For many years, New Jersey had the reputation of being the home for corporate headquarters. It seemed that if you were a Fortune 500 company, you either located your CEO here or had a major installation somewhere in the state. Some of them moved here from more expensive digs in New York City, finding good transportation routes and pleasant suburbs to attract employees. In any case, it wasn't hard to pick out the corporate HQs dotted along our highways, with their sprawling lawns and low-slung buildings.
Curiously, as I discovered recently, one of the largest and most famous among them had much more modest digs on a small lot in Flemington. You might know that corporation as ExxonMobil. Back then, it was Standard Oil of New Jersey.
To say that the history of Standard Oil is complicated is a vast understatement, and I couldn't hope to explain it all in a readable blog post. For the purposes of today's story, what you really need to know is that at one point in the 1930s, the corporation's headquarters technically was a lawyer's safe on Main Street in the Hunterdon County seat. John D. Rockefeller's oil behemoth was broken up in a 1911 Supreme Court antitrust ruling, with Standard Oil of New Jersey (or Jersey Standard) being the largest of the resulting "baby Standards." Operating refineries at Bayonne and Linden, it continued to evolve after the mandated breakup, making several acquisitions and eventually becoming the world's largest oil producer.
Flemington has never been known to be a big oil town, nor has there ever seemed to be a potential for anyone to strike black gold somewhere off Route 31. And, in fact, there doesn't seem to have ever been a Standard Oil office anywhere in town, except maybe for a desk and chair at a filling station. This was not a traditional arrangement by any means.
As you might have already guessed, the company's reasons were purely economic. In one word, taxes. New Jersey law at the time stated that a company was headquartered where its incorporation papers were housed. By moving its headquarters from Linden to Flemington in 1937, Standard Oil was able to shave its tax bill by 80 percent. The company's operations continued without missing a beat.
Despite Standard Oil's penchant for bending the rules, it's likely that its new neighbors in Hunterdon County wouldn't have minded a bit that the company had done this bit of corporate legerdemain, if they even knew the move had occurred. The boost in revenue to the county meant their own tax bills would decrease. While no new jobs were created, nor was there any additional burden placed on local roads and utilities. Maybe they hadn't struck oil, but who ever complained about lower taxes?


• TASK PROMPT:
The full text of the records below, minus any pictures, should be given back word for word.
DATA EXTRACT Start Marker
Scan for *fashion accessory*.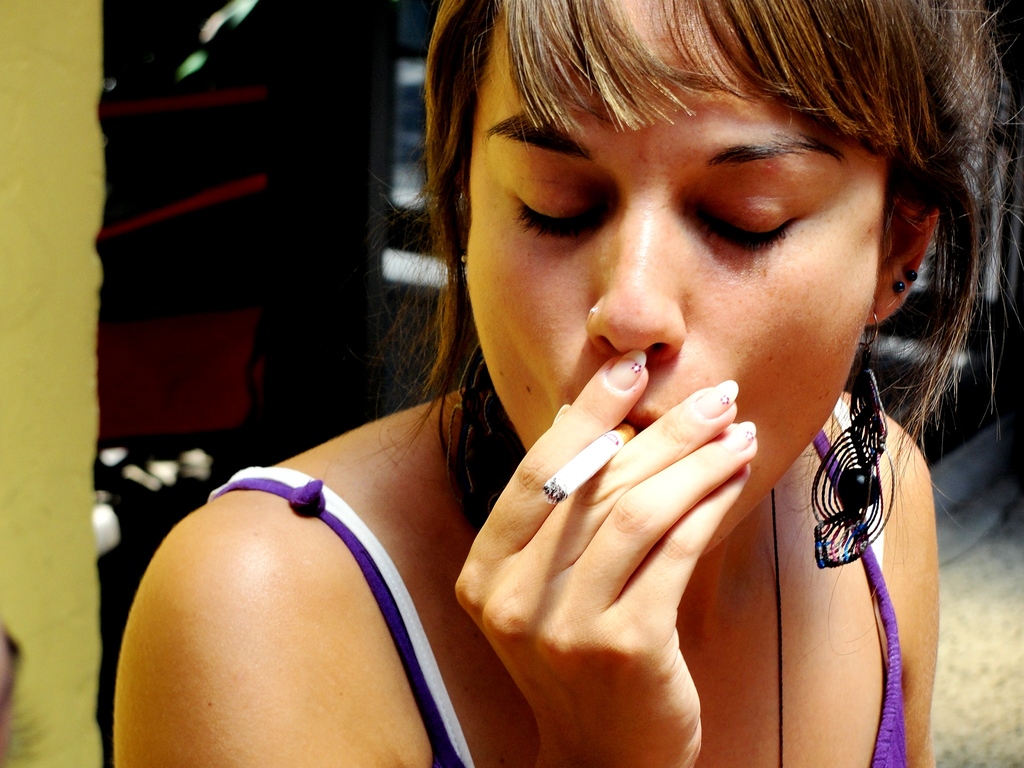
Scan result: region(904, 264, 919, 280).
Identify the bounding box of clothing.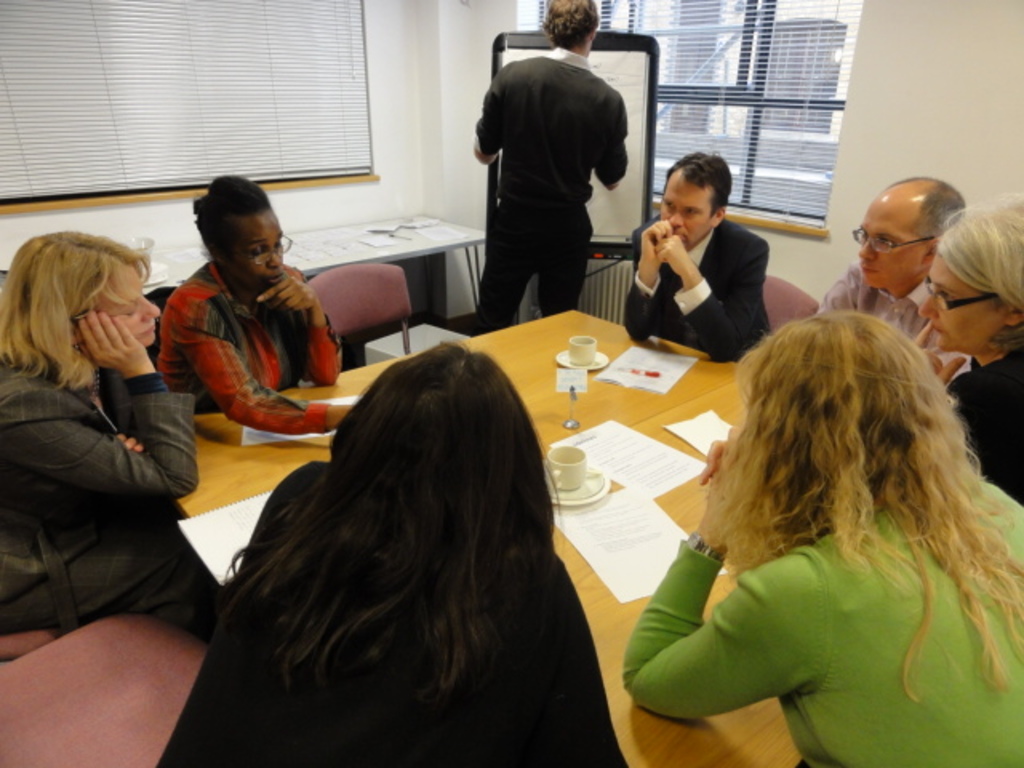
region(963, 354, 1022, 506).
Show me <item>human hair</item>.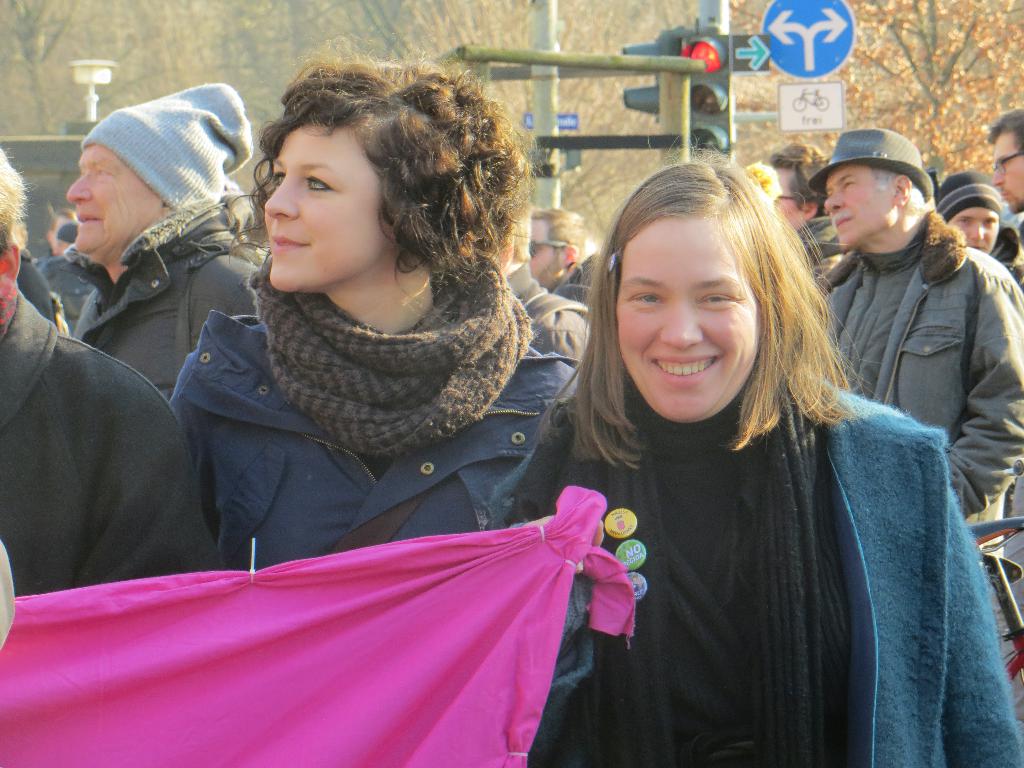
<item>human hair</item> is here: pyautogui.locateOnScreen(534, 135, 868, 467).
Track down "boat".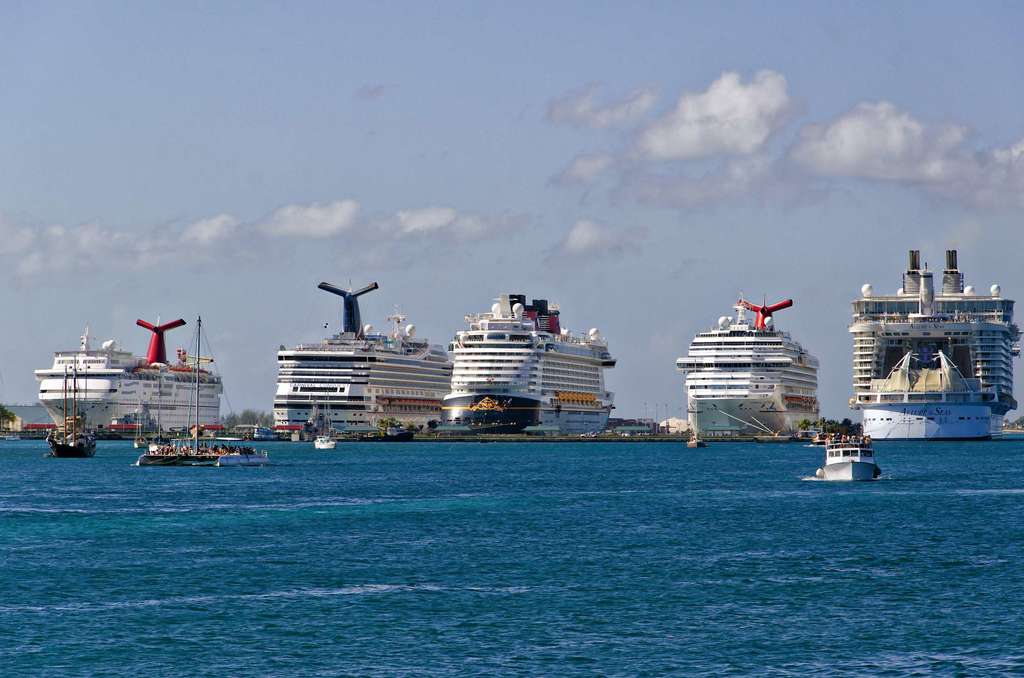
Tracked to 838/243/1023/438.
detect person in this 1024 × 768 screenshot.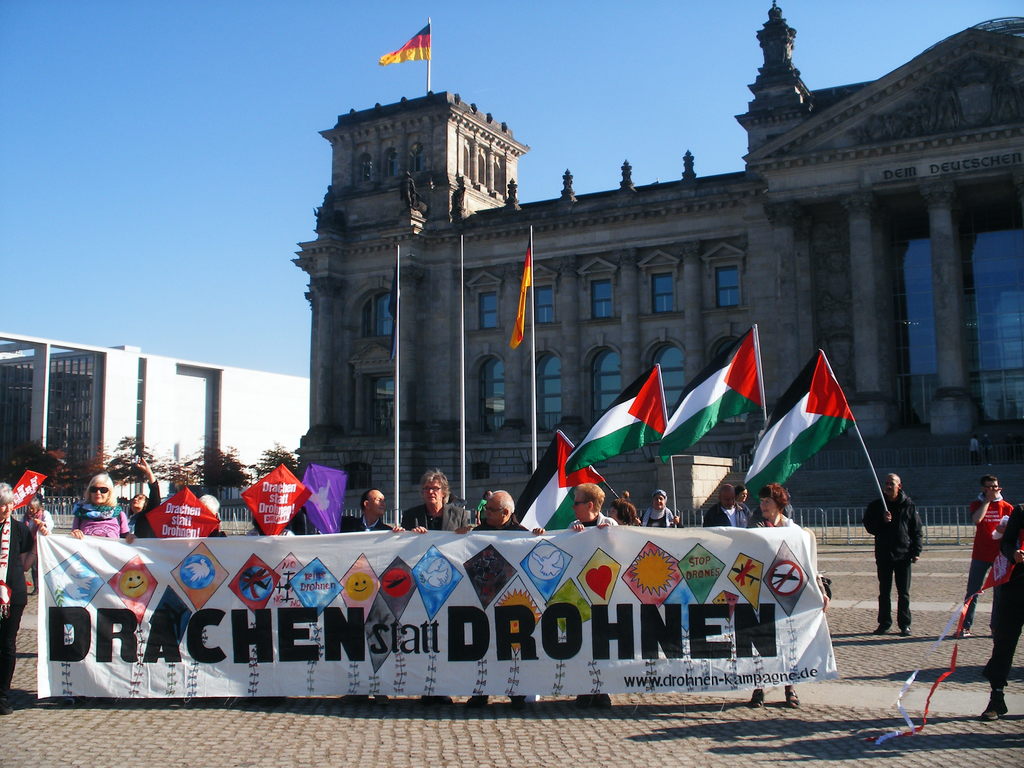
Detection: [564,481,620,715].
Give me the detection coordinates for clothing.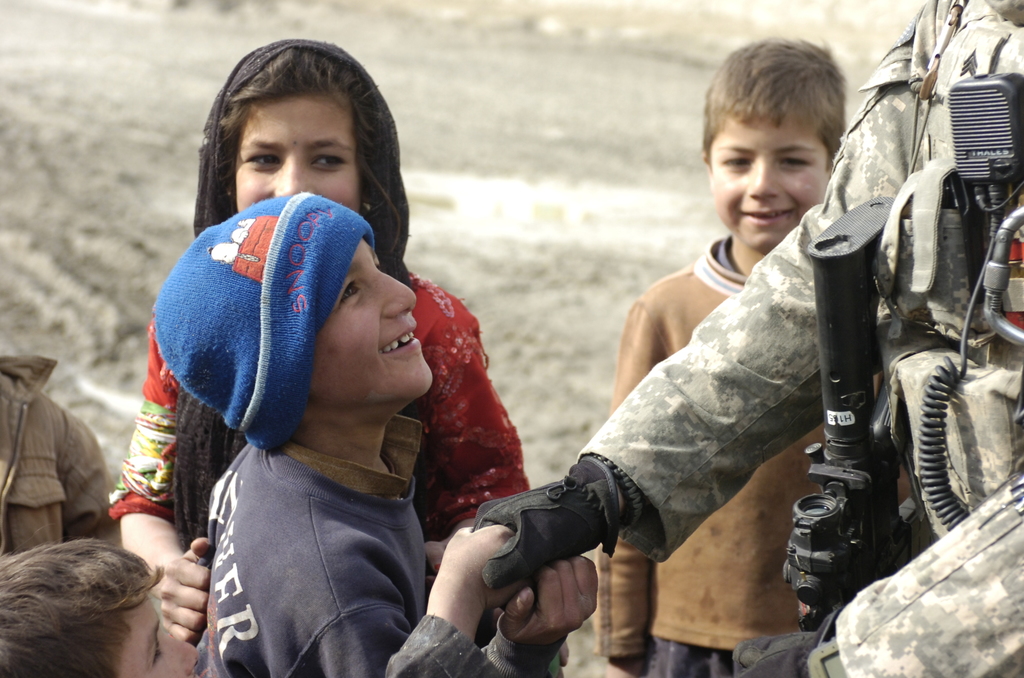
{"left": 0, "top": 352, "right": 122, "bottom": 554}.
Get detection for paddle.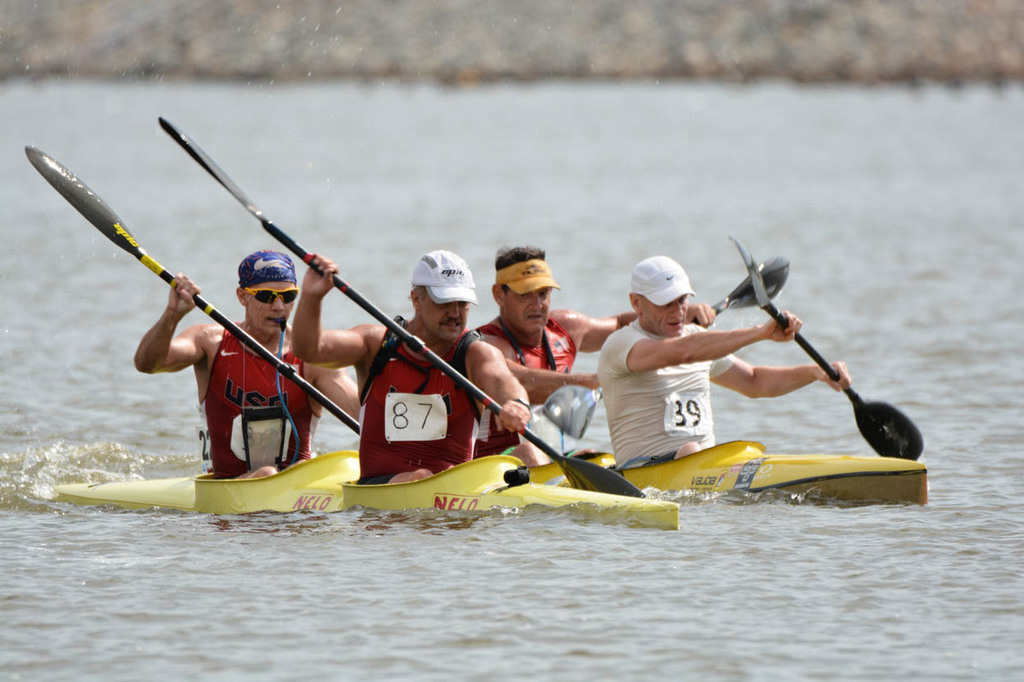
DATA EXTRACT End Marker
• ANSWER TO THIS TASK:
Scan for *fashion accessory*.
Scan result: region(904, 264, 919, 280).
Identify the bounding box of clothing.
region(963, 354, 1022, 506).
Show me <item>human hair</item>.
<item>human hair</item> is here: pyautogui.locateOnScreen(534, 135, 868, 467).
Track down "boat".
Tracked to 838/243/1023/438.
detect person in this 1024 × 768 screenshot.
Detection: [564,481,620,715].
Give me the detection coordinates for clothing.
{"left": 0, "top": 352, "right": 122, "bottom": 554}.
Get detection for paddle.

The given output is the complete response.